OPINION: Adding fuel to the fire: Students versus preachers

Amarah Din

It’s early afternoon, and you’re walking to your next class when you notice a crowd ahead of you. You get closer and realize it’s the infamous campus preachers drawing the attention. They come to App State’s Sanford Mall almost every week. They picket with signs listing groups of people who are “sinners” that will be condemned to hell if they don’t repent. These groups of people include “drunkards,” “pot smokers,” “homosexuals” and more. 

The preachers’ claims are blatantly bigoted and discriminatory, and students have shared their frustrations with the people holding the signs. Students gather in large crowds around the preachers, asking them questions or pointing out flaws in their logic and playing music at full volume. Some students will even kiss each other to spite the preachers.

While all of the chaos is entertaining, none of it deters the preachers from continuing on with their preaching. The preachers have been coming to our campus for over a decade. We can’t kick them off our public university’s campus since they’re protected under the First Amendment. If we want them to leave, we have to take a different approach: ignore them.

We’re giving them exactly what they want by protesting. They crave the attention of students. They love a large audience because it means more people are listening to their message they try so hard to spread. But if students on Sanford ignore them, we eliminate any significant reason for the preachers to come back. 

App State should feel like a safe, loving and accepting environment. As someone who was told that being Muslim meant I believed in a “false god,” I want them gone as much as the next guy. However, as much as I’d like to think I can be the one person to change the preachers’ perspective, it’s not that simple. These are not people who are willing to compromise on their beliefs they’ve held onto for decades.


## Instructions to follow
Everything in the entries except the pictures must be duplicated exactly.

## Information provided

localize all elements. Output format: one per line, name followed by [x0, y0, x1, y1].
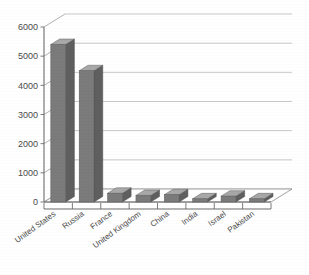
x-axis-category-label: India: [180, 209, 200, 227]
x-axis-category-label: United Kingdom: [91, 209, 143, 250]
x-axis-category-label: Israel: [206, 209, 227, 228]
bar-chart: 0100020003000400050006000 United StatesR…: [0, 0, 309, 275]
bars-group: [51, 39, 273, 202]
y-axis-tick-label: 1000: [18, 168, 38, 178]
x-axis-category-label: Russia: [61, 209, 87, 231]
y-axis-tick-label: 0: [33, 197, 38, 207]
axis-group: [44, 27, 271, 209]
x-axis-category-label: Pakistan: [226, 209, 256, 234]
y-axis-tick-label: 4000: [18, 81, 38, 91]
bar: [51, 39, 75, 202]
y-axis-labels: 0100020003000400050006000: [18, 22, 38, 207]
y-axis-tick-label: 3000: [18, 110, 38, 120]
chart-canvas: 0100020003000400050006000 United StatesR…: [0, 0, 309, 275]
bar: [79, 65, 103, 202]
x-axis-category-label: United States: [13, 209, 57, 245]
y-axis-tick-label: 5000: [18, 51, 38, 61]
tick-marks-group: [41, 27, 272, 209]
y-axis-tick-label: 6000: [18, 22, 38, 32]
x-axis-labels: United StatesRussiaFranceUnited KingdomC…: [13, 209, 256, 250]
y-axis-tick-label: 2000: [18, 139, 38, 149]
x-axis-category-label: China: [149, 209, 172, 229]
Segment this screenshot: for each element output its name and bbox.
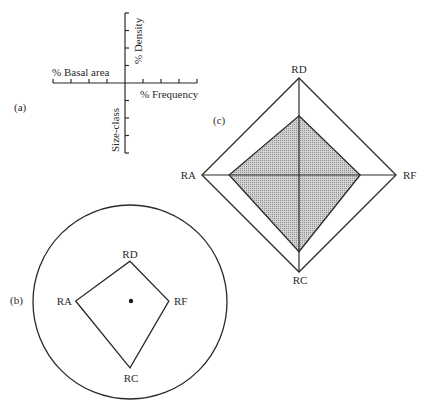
panel-c-tag: (c) <box>213 114 226 127</box>
panel-c: (c) RD RA RF RC <box>181 63 417 286</box>
panel-a-tag: (a) <box>14 101 27 114</box>
panel-b-label-ra: RA <box>57 295 72 307</box>
axis-label-density: % Density <box>132 17 144 64</box>
panel-b-center-dot <box>129 299 133 303</box>
panel-b-label-rd: RD <box>122 248 137 260</box>
panel-b-label-rc: RC <box>124 372 139 384</box>
diagram-canvas: (a) % Basal area % Frequency % Density S… <box>0 0 427 409</box>
panel-b: (b) RD RA RF RC <box>10 205 227 399</box>
panel-b-label-rf: RF <box>174 295 187 307</box>
panel-a: (a) % Basal area % Frequency % Density S… <box>14 13 199 153</box>
panel-a-axes <box>53 13 197 153</box>
panel-b-tag: (b) <box>10 294 23 307</box>
panel-c-label-rc: RC <box>293 274 308 286</box>
axis-label-size-class: Size-class <box>109 108 121 152</box>
axis-label-frequency: % Frequency <box>140 88 199 100</box>
panel-b-kite <box>76 261 169 368</box>
panel-c-label-rd: RD <box>291 63 306 75</box>
axis-label-basal-area: % Basal area <box>52 66 110 78</box>
panel-c-label-ra: RA <box>181 169 196 181</box>
panel-c-label-rf: RF <box>403 169 416 181</box>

## Reply
localize all elements. Output format: one per line, name followed by [x0, y0, x1, y1].
x-axis-category-label: India: [180, 209, 200, 227]
x-axis-category-label: United Kingdom: [91, 209, 143, 250]
x-axis-category-label: Israel: [206, 209, 227, 228]
bar-chart: 0100020003000400050006000 United StatesR…: [0, 0, 309, 275]
bars-group: [51, 39, 273, 202]
y-axis-tick-label: 1000: [18, 168, 38, 178]
x-axis-category-label: Russia: [61, 209, 87, 231]
y-axis-tick-label: 0: [33, 197, 38, 207]
axis-group: [44, 27, 271, 209]
x-axis-category-label: Pakistan: [226, 209, 256, 234]
y-axis-tick-label: 4000: [18, 81, 38, 91]
bar: [51, 39, 75, 202]
y-axis-labels: 0100020003000400050006000: [18, 22, 38, 207]
y-axis-tick-label: 3000: [18, 110, 38, 120]
chart-canvas: 0100020003000400050006000 United StatesR…: [0, 0, 309, 275]
bar: [79, 65, 103, 202]
x-axis-category-label: United States: [13, 209, 57, 245]
y-axis-tick-label: 5000: [18, 51, 38, 61]
tick-marks-group: [41, 27, 272, 209]
y-axis-tick-label: 6000: [18, 22, 38, 32]
x-axis-labels: United StatesRussiaFranceUnited KingdomC…: [13, 209, 256, 250]
y-axis-tick-label: 2000: [18, 139, 38, 149]
x-axis-category-label: China: [149, 209, 172, 229]
Segment this screenshot: for each element output its name and bbox.
panel-c-tag: (c) <box>213 114 226 127</box>
panel-c: (c) RD RA RF RC <box>181 63 417 286</box>
panel-a-tag: (a) <box>14 101 27 114</box>
panel-b-label-ra: RA <box>57 295 72 307</box>
axis-label-density: % Density <box>132 17 144 64</box>
panel-b-center-dot <box>129 299 133 303</box>
panel-b-label-rd: RD <box>122 248 137 260</box>
panel-b-label-rc: RC <box>124 372 139 384</box>
diagram-canvas: (a) % Basal area % Frequency % Density S… <box>0 0 427 409</box>
panel-b: (b) RD RA RF RC <box>10 205 227 399</box>
panel-b-label-rf: RF <box>174 295 187 307</box>
panel-a: (a) % Basal area % Frequency % Density S… <box>14 13 199 153</box>
panel-a-axes <box>53 13 197 153</box>
panel-b-tag: (b) <box>10 294 23 307</box>
panel-c-label-rc: RC <box>293 274 308 286</box>
axis-label-size-class: Size-class <box>109 108 121 152</box>
axis-label-frequency: % Frequency <box>140 88 199 100</box>
panel-b-kite <box>76 261 169 368</box>
panel-c-label-rd: RD <box>291 63 306 75</box>
axis-label-basal-area: % Basal area <box>52 66 110 78</box>
panel-c-label-ra: RA <box>181 169 196 181</box>
panel-c-label-rf: RF <box>403 169 416 181</box>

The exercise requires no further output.